Dr. Neil Riordan on health: what the evidence says · JRE #1066
SUBJECT: HEALTH
Not a true/false call. Every claim is logged with its sources; read the exhibits below.
We just finished a clinical trial, prospective clinical trial. We submitted it for publication... And statistically, significantly, these patients improved dramatically.
What the evidence says 01 / RECORD
Riordan's company did complete and publish a small stem cell trial in multiple sclerosis: a 2018 paper in the Journal of Translational Medicine describes 20 subjects who received intravenous umbilical-cord mesenchymal stem cell infusions, with statistically significant improvements reported on some disability and quality-of-life measures at one month. However, the study was explicitly designed and labeled by its own authors as a safety and feasibility study, not an efficacy trial: it was open-label, uncontrolled, had no placebo or comparator arm, and enrolled only 20 patients, a sample size too small to draw reliable conclusions about a chronic, relapsing-remitting disease with substantial natural fluctuation. The paper's own conclusion states only that "potential therapeutic benefits should be further investigated," not that they were established. The study, and a subsequent correction issued in 2021, drew published concerns from other researchers about cost, transparency, and research integrity, to which Riordan and a co-author formally responded. Riordan is a co-founder and officer of the Stem Cell Institute/MediStem Panama, the same for-profit entity that performed the infusions and sells this treatment to paying patients, meaning the trial was not independently conducted. As of the podcast, the described "statistically significant" findings had already been published years earlier (2018, corrected 2021) contrary to the "submitted for publication" framing, and remain unreplicated by an independent, controlled trial.
Evidence sources 03 / EXHIBITS
Who Benefits
Riordan is a co-owner and officer of the Stem Cell Institute / MediStem Panama Inc., the for-profit clinic in Panama that administers the umbilical-cord mesenchymal stem cell infusions studied in and marketed off the trial he is describing.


» **Required work**
Write out each line of the entries below that holds the word "LATIN".

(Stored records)

*** Block opens ***

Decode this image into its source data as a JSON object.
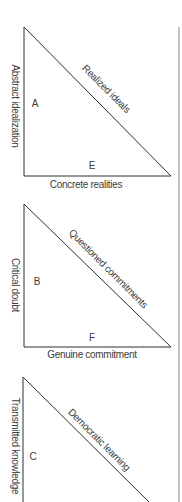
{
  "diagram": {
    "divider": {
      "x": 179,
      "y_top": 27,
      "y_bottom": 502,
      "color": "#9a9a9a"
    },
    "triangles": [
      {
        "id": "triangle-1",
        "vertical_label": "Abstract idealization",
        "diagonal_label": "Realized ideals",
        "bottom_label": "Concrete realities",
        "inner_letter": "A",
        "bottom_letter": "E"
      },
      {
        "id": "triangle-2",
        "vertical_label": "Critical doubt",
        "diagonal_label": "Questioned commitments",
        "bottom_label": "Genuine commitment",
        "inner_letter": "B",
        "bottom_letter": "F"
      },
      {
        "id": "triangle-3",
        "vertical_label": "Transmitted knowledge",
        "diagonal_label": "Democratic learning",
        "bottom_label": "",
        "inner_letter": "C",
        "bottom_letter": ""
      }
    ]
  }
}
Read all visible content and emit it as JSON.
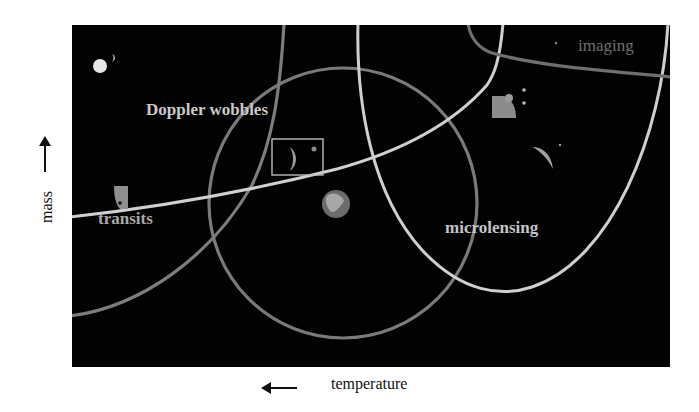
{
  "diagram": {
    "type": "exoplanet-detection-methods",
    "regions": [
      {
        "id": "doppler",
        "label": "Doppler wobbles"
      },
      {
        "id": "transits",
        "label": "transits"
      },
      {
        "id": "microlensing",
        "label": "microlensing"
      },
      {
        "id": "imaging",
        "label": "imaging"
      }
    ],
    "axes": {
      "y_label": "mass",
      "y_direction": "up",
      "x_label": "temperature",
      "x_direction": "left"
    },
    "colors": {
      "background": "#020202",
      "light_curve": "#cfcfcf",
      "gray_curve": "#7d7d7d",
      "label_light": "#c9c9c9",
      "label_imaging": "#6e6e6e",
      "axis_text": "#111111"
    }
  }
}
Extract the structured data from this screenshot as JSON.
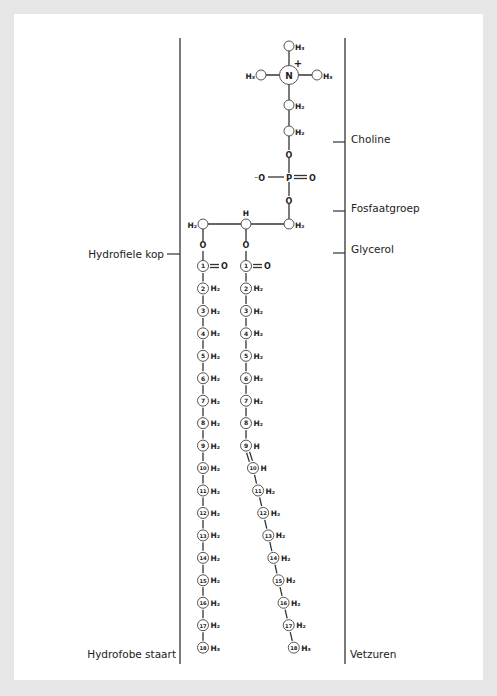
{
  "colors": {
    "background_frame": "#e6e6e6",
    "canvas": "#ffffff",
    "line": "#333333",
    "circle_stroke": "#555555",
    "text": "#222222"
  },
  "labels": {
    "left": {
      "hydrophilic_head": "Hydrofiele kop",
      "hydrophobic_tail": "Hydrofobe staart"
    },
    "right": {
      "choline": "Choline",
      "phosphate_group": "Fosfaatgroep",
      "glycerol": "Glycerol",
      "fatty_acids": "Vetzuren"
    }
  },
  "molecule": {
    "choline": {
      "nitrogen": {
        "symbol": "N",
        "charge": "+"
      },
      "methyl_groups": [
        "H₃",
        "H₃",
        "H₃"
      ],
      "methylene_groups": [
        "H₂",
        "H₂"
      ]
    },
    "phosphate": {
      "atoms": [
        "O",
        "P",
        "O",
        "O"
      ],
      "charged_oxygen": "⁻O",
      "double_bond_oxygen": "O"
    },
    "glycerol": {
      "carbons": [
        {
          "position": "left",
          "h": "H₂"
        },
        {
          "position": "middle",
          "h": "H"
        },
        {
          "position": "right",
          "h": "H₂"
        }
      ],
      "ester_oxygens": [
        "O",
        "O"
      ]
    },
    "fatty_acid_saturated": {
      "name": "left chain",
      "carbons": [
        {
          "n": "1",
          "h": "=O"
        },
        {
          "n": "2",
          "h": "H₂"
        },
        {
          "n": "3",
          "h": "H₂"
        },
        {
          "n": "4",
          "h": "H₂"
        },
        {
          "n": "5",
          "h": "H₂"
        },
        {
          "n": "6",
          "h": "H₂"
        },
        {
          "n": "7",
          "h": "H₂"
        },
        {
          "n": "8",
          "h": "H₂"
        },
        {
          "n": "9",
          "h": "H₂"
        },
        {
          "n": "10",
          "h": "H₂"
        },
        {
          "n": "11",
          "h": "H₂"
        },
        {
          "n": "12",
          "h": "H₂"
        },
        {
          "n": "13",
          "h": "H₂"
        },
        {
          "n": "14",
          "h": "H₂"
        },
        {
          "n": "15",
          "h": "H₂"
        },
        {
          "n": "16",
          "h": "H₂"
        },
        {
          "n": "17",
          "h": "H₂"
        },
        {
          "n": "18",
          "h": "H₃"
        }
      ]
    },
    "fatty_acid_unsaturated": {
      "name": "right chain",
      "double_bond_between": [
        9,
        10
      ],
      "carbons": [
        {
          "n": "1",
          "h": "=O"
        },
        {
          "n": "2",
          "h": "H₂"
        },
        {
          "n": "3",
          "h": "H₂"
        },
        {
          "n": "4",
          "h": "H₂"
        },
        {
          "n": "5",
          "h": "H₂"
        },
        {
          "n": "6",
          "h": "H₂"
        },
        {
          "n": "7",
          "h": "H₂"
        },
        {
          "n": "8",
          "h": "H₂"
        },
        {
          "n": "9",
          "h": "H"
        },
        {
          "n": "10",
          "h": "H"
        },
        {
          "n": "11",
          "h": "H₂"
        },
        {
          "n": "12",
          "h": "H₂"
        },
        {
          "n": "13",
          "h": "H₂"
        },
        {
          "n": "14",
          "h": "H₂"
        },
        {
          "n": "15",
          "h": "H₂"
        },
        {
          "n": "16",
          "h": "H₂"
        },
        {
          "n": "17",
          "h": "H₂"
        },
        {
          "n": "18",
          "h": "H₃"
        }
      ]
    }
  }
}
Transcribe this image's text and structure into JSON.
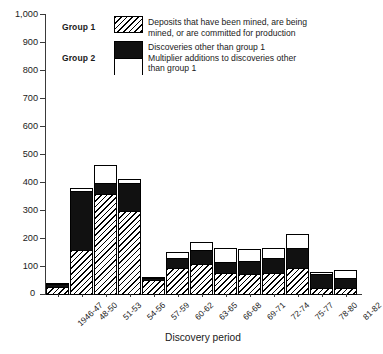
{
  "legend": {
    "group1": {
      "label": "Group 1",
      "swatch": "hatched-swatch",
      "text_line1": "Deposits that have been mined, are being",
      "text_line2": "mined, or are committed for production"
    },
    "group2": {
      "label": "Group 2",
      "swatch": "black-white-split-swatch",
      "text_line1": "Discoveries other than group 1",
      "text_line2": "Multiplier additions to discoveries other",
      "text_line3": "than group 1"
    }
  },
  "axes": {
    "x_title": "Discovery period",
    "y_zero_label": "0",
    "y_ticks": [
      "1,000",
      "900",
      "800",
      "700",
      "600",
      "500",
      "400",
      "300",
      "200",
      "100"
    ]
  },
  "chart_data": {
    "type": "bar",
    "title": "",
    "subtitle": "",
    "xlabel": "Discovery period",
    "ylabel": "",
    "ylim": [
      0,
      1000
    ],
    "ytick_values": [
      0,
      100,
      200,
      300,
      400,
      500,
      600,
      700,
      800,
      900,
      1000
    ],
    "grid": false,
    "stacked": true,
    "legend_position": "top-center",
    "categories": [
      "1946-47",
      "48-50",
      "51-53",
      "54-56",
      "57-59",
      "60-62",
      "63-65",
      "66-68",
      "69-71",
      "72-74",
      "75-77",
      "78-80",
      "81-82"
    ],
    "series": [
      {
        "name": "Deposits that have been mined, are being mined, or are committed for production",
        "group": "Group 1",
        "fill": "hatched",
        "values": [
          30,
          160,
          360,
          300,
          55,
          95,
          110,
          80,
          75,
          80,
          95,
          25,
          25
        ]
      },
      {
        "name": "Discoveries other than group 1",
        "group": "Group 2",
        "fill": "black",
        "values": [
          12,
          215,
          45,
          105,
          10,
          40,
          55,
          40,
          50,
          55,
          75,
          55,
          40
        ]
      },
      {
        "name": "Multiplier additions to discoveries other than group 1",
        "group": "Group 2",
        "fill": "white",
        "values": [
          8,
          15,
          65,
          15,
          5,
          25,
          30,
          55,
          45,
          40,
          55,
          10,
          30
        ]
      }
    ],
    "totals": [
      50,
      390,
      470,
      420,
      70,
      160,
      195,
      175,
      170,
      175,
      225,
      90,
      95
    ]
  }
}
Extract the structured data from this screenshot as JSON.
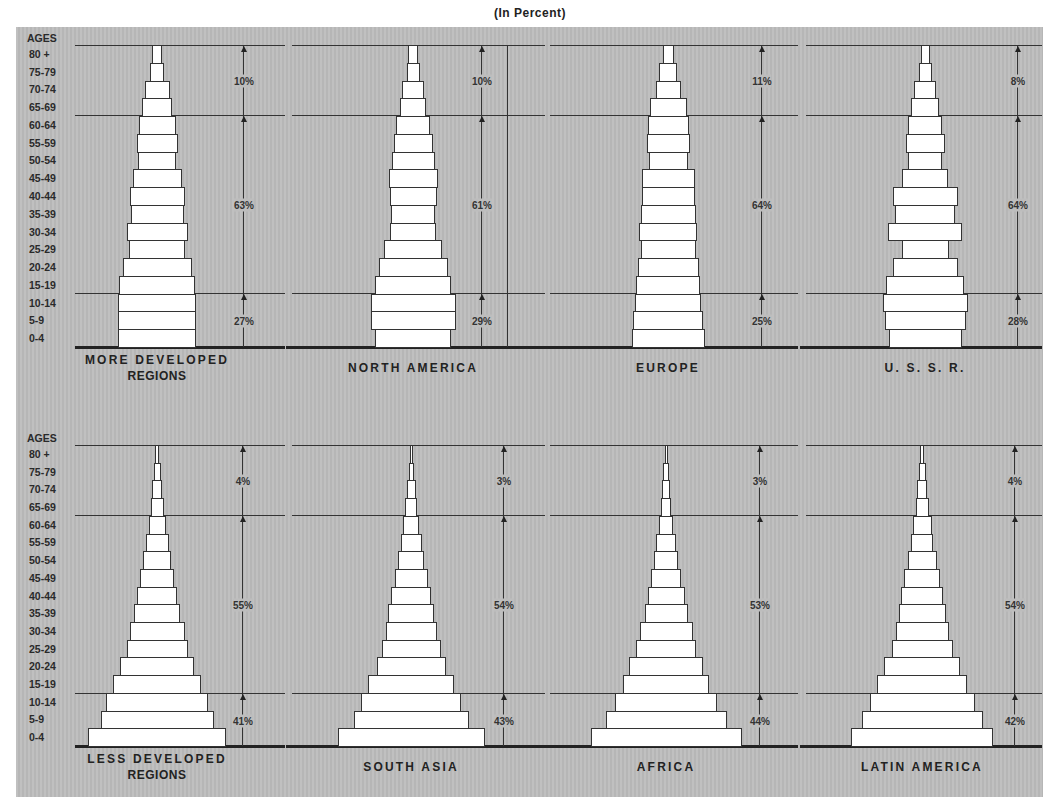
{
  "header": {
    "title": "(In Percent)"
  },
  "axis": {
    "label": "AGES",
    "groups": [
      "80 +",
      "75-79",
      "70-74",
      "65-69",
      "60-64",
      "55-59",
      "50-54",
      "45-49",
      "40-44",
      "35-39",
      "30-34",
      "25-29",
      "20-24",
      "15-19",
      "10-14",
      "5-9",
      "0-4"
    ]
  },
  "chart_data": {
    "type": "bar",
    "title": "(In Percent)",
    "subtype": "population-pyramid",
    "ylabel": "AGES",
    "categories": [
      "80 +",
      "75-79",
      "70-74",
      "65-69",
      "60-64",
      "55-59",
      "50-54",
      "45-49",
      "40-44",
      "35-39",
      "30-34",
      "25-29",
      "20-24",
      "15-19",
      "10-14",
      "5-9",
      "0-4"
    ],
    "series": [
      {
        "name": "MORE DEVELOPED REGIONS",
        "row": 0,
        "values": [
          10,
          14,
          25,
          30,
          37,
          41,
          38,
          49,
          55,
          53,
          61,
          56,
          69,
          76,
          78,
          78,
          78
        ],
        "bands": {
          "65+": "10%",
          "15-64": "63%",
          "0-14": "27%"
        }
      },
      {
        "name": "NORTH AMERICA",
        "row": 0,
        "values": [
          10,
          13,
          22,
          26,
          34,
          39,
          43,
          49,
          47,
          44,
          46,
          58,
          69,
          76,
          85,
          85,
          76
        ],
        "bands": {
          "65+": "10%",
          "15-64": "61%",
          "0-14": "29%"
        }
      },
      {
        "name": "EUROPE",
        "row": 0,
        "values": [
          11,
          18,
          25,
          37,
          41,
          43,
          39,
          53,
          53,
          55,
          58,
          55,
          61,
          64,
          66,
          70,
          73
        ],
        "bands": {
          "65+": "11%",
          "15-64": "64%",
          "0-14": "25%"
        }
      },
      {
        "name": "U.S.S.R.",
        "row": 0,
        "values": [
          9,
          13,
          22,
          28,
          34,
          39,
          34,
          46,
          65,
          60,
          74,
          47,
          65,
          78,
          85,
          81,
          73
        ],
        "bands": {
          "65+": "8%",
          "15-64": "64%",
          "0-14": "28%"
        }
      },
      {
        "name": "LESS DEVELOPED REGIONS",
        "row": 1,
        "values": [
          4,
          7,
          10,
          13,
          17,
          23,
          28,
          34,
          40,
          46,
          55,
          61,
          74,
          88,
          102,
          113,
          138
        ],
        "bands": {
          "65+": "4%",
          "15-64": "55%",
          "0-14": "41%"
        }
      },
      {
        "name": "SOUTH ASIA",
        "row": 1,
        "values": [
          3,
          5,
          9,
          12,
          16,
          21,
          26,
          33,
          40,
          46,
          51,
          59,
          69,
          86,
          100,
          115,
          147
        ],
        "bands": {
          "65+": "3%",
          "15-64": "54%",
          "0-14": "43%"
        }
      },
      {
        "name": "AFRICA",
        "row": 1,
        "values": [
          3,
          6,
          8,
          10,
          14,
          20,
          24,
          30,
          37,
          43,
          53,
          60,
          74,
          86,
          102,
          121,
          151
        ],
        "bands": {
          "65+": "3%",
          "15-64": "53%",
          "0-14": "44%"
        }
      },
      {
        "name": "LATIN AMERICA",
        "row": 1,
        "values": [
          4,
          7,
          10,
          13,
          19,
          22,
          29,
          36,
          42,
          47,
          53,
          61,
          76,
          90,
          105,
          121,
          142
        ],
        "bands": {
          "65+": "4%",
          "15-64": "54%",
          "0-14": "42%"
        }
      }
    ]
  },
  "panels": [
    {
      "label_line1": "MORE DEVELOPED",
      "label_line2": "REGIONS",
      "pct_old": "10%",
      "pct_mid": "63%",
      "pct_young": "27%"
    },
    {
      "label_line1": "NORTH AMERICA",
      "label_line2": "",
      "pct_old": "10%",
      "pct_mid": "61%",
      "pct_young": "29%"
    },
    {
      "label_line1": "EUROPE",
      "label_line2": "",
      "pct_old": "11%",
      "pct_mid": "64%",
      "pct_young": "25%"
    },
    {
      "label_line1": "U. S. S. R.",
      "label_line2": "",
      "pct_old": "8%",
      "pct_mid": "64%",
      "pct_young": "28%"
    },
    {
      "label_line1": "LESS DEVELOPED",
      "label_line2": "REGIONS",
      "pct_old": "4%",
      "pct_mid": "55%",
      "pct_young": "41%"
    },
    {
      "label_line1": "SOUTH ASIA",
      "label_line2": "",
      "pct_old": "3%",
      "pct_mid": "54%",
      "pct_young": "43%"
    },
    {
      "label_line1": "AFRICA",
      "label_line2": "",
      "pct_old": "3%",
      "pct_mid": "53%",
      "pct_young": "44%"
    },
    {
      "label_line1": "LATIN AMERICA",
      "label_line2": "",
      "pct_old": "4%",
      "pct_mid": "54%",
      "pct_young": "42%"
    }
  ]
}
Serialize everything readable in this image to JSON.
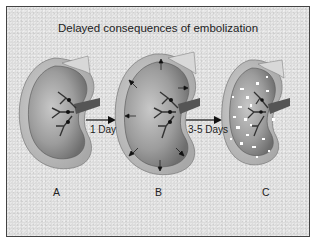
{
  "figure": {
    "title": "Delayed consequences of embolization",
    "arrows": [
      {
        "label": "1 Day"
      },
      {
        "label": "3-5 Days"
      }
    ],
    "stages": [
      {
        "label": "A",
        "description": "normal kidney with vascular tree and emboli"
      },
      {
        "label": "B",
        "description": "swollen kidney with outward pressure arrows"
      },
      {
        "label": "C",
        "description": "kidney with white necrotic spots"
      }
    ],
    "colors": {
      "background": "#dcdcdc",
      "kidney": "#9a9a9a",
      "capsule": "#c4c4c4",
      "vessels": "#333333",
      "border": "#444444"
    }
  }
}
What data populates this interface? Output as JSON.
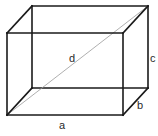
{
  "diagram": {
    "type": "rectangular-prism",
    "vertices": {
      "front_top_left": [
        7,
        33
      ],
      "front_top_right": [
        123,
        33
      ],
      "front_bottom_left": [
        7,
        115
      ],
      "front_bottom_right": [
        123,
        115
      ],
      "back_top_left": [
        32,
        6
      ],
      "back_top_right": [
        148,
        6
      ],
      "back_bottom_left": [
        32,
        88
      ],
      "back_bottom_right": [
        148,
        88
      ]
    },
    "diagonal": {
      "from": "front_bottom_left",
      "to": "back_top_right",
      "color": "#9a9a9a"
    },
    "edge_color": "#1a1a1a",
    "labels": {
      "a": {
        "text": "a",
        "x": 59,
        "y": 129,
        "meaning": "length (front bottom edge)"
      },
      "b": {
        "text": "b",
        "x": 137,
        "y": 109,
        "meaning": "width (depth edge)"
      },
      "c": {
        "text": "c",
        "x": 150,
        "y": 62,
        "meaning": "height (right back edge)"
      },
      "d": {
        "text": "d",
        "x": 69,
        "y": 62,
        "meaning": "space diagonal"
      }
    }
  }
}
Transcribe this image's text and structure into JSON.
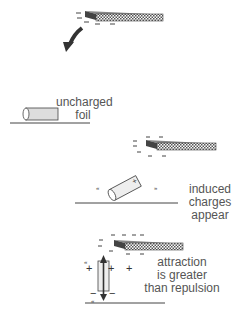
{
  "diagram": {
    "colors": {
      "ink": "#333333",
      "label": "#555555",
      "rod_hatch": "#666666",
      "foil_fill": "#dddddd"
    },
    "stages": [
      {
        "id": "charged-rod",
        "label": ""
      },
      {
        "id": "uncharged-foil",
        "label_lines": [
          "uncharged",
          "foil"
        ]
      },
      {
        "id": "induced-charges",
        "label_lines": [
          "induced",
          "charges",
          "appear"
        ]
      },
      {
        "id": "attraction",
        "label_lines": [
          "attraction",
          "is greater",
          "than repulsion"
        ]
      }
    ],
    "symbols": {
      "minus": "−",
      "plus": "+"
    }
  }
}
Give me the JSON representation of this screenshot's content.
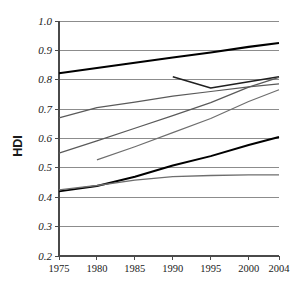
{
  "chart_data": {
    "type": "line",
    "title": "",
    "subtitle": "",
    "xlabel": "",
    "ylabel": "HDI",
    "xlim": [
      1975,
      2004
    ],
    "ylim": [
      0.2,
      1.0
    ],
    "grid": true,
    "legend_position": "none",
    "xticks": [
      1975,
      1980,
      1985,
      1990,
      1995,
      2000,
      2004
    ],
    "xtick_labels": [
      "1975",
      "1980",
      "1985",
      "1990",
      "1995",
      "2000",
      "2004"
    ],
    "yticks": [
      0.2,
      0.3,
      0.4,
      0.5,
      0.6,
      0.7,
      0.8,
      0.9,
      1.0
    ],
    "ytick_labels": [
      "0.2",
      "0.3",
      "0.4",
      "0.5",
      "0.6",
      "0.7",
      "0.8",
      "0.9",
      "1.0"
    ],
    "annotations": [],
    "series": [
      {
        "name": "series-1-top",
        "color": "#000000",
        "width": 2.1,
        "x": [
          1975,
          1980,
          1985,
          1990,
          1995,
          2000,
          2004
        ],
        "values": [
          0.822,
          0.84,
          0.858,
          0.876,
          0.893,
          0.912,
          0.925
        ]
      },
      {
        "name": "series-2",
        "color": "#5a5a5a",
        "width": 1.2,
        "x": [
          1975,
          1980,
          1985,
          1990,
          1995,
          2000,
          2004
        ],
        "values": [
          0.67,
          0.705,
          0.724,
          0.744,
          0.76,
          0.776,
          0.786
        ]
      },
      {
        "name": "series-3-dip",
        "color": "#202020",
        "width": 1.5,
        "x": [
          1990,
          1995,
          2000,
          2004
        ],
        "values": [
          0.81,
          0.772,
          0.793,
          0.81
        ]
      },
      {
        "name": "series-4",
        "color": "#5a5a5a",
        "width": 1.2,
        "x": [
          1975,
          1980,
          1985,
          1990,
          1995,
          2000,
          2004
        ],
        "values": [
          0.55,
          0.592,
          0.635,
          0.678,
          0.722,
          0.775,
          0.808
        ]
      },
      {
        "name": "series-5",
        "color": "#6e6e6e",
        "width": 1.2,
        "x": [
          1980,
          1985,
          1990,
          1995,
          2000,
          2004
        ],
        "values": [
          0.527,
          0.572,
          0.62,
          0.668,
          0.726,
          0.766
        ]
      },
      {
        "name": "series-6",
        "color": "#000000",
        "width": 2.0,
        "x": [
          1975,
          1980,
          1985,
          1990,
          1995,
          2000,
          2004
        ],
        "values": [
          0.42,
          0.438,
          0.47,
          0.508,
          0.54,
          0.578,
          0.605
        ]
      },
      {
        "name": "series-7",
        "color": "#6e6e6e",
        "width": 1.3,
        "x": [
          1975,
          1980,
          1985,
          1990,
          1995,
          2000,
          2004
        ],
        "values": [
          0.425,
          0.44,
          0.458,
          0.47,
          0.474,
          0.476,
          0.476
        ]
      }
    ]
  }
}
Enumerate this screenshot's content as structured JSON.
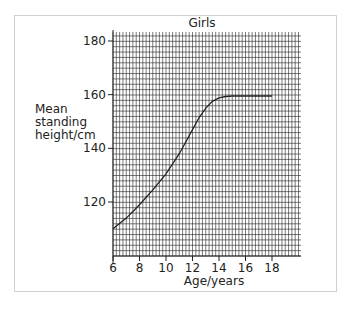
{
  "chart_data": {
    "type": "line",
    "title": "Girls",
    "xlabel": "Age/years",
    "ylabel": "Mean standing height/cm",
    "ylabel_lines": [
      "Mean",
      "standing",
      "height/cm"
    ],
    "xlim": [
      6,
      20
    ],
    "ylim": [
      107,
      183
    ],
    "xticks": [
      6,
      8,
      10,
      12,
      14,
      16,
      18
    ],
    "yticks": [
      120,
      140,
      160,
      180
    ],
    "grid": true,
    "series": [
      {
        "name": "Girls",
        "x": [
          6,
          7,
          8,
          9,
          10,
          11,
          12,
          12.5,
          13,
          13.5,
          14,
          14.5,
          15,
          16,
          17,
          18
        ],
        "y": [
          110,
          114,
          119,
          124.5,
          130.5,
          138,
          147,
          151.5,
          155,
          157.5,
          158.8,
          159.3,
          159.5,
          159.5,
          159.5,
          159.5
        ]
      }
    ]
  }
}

*** Block closes ***

» **Written solution**
        "name": "LATIN AMERICA",
      "label_line1": "LATIN AMERICA",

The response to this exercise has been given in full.